Economic growth is now winning elections
The marginal impact of growth on voters is more pronounced than ever

If not for a brief interregnum of Jitan Ram Manjhi’s nine-month reign, Nitish Kumar would have completed a decade in office by the time the Bihar elections approach. All this while, Bihar has posted phenomenal growth rates, breaching the 10% mark multiple times. It is strange then that Kumar is relying more on caste calculations and less on his own performance to seek re-election. Does good economics not translate into good politics? After all, chief ministers such as Narendra Modi, Shivraj Singh Chouhan and Naveen Patnaik have successfully used the growth plank to get re-elected into office time and again. To be fair to Kumar, he used the same to get re-elected in 2010, albeit with a different caste coalition.
A recent paper by Milan Vaishnav and Reedy Swanson of the Carnegie Endowment for International Peace helps unravel the relationship between good economics and good politics. Adding to the meagre amount of such work on India, the authors analysed the growth and electoral data for 18 major states between 1980 and 2012. The aggregate data of the period under study is inconclusive. However, when it is segregated decade-wise, some interesting insights are thrown up.
The period of 2000-12, unlike the previous decades of 1980-89 and 1990-99, showed significant positive electoral dividend for state governments delivering economic growth. This is a new phenomenon as the experience of the decade 1990-99 was exactly the obverse when the governments delivering higher growth were thrown out. The decade of 1980s also showed positive correlation between growth and electoral fortunes, but the results are statistically insignificant. The paper also concludes, for the period since 2000, economic growth to be a greater influence on voter decision as compared to both inflation and law and order.

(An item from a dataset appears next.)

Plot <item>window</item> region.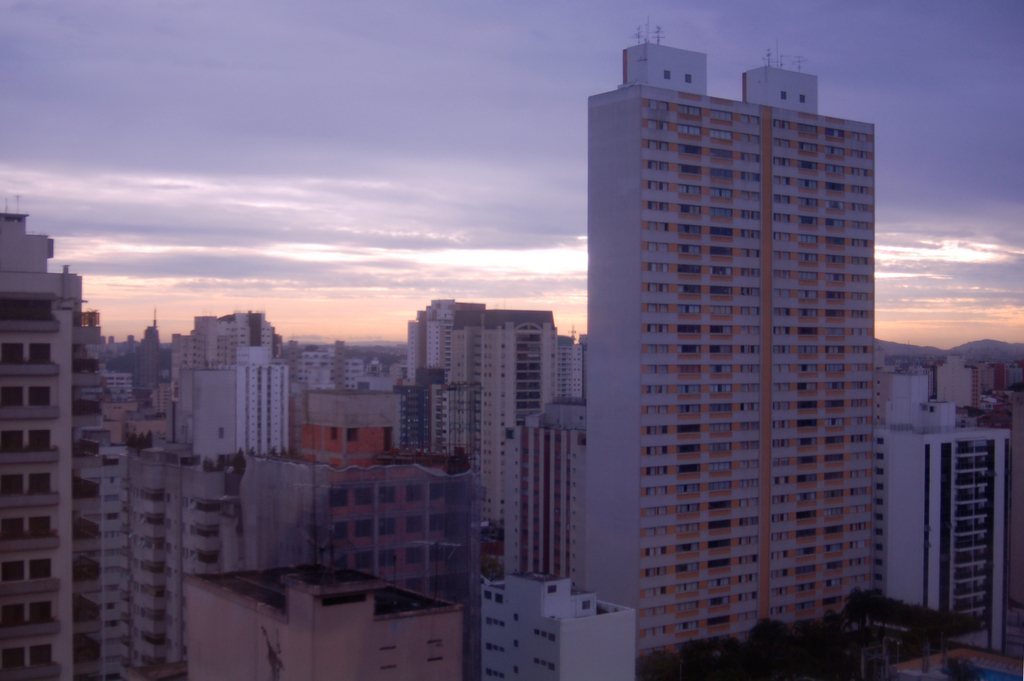
Plotted at pyautogui.locateOnScreen(740, 382, 757, 394).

Sceptics will point out the failure of N. Chandrababu Naidu to get re-elected in 2004 as an obvious counter. The glitzy IT parks of Cyberabad, it was said, stood egregiously in contrast with the suffering farmers in rural hinterlands, thus bringing about the inevitable fall of the “CEO" of Andhra Pradesh. A recent study by the IDFC Institute, however, concluded that Naidu was also voted out by urban voters as much as by rural. Moreover, the average growth rate of agriculture and allied sectors in Andhra Pradesh during the period of 1999-2004—the period coinciding with Naidu’s pro-business reform years—was almost double the national average. Naidu’s ship was, however, scuppered with two successive drought years in 2001 and 2002 when the agricultural output of the state shrank by 1.5% and 7.7%, respectively.
The conventional view of Indian electorate as a myopic lot preferring identity over growth might finally be changing. In a 2013 research paper, Devesh Kapur characterized India’s electoral competition as one revolving “around distributing public resources as club goods (goods with excludability characteristics) rather than providing public goods to a broad base". He further observed that “those who have the voice (the middle and upper classes) have de facto exited from the system, preferring market solutions over poor quality and unreliable public services, further reducing pressures to change the system". As growth pulls more people out of poverty and expands the middle class, the nature of demands is changing from identity-based club goods to public goods. Economic growth, undoubtedly, belongs to the latter.
The economic liberalization began in fits and starts in 1980s and achieved a greater momentum only in 1990s; the most impressive growth figures were seen in 2000s. A sustained period of high growth drove home the benefits of reforms by moving a large chunk of population above absolute poverty. The cumulative impact of each percentage point of extra growth made discernible impact on incomes and lifestyle. The high tide, if there was one in India, was realized in the new century.
The liberalization also increased the power of the state governments to improve the economic wellbeing of their respective constituents. In a research paper, Krishna Chaitanya Vadlamannati has used the data on Industrial Entrepreneurs Memorandum proposals from each state annually, as well as other variables determining investment proposals during the period of 1991 to 2009 to establish a clear spurt in competition among states in attracting investments. When this is accompanied by fierce electoral competition states—with both national and regional parties in the fray—the marginal impact of growth on voting decisions are more pronounced than ever.
The lesson for political parties is clear. Economic growth matters, even wins them elections. One only hopes that the opposition does not take the wrong lesson of stalling the economic reforms in order to defeat the ruling party and seize power.